Small Business Lending Caught in Crossfire

By Charles H. Green

It’s October 1 and once again there is no fiscal budget to provide the financial authorization to pay for a federal government, but this time Congress failed even to enact a continuing resolution to keep the government operating. As a result, all operations not deemed ‘essential’ were halted effective midnight last evening.

According to Bloomberg BusinessWeek’s account of the first federal government shutdown in 17 years, it means that about 800,000 government workers are being furloughed. In addition, funding is suspended for a wide array of services, including contracts that government agencies award to small business owners.

This means that loan guaranty programs for small businesses are immediately impaired as of today. The SBA, which provides tens of billions of loan guarantees to banks that finance thousands of entrepreneurs each year, is forced to furlough roughly 62 percent of its 3,500 employees as per the agency’s contingency plans for the potential government shutdown that was disclosed last week (SBA Contingency Plan) on the agency’s website.

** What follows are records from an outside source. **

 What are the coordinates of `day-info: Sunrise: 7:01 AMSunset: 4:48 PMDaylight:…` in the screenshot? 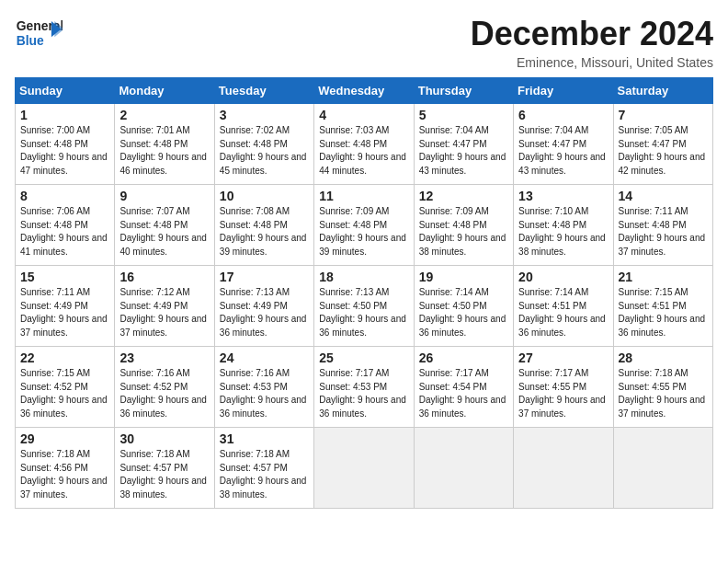 It's located at (164, 151).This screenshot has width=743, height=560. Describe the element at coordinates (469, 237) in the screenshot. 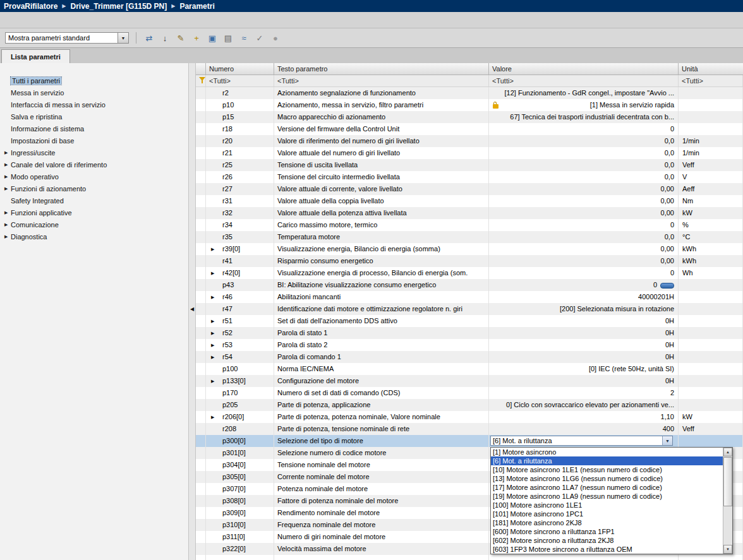

I see `table-row: r35Temperatura motore0,0°C` at that location.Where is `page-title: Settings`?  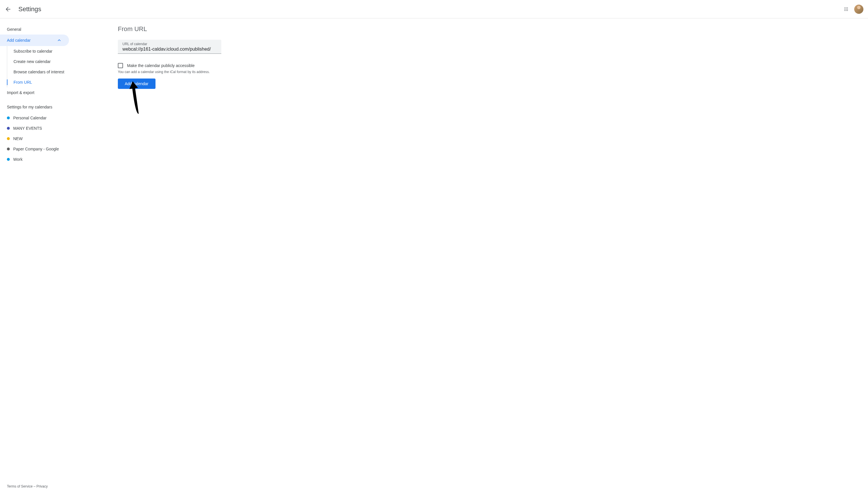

While the loans already guaranteed by the SBA are not be affected, all review and approval of new loan backing comes to a standstill until Congress passes legislation to fund agency activities. SBA programs to foster international trade, help small firms win government contracts and assist veteran-owned businesses when operating.

SBA lenders have been in this situation previously, as have most federal agencies. It is serious but not as dire of a situation as the subsidy fights that Congress went through each year prior to 2004 over the 7(a) loan program. That program was shuttered three times in 1995 alone due to lack of funding.

And with all the cajoling going on to get an annual budget approved, Congress continues to ignore the proposed 504 Refinance extension legislation, which was cited by dozens of SBA lenders in SBFI’s SBA Lender Optimism Outlook as desperately needed to spur Main Street borrowing.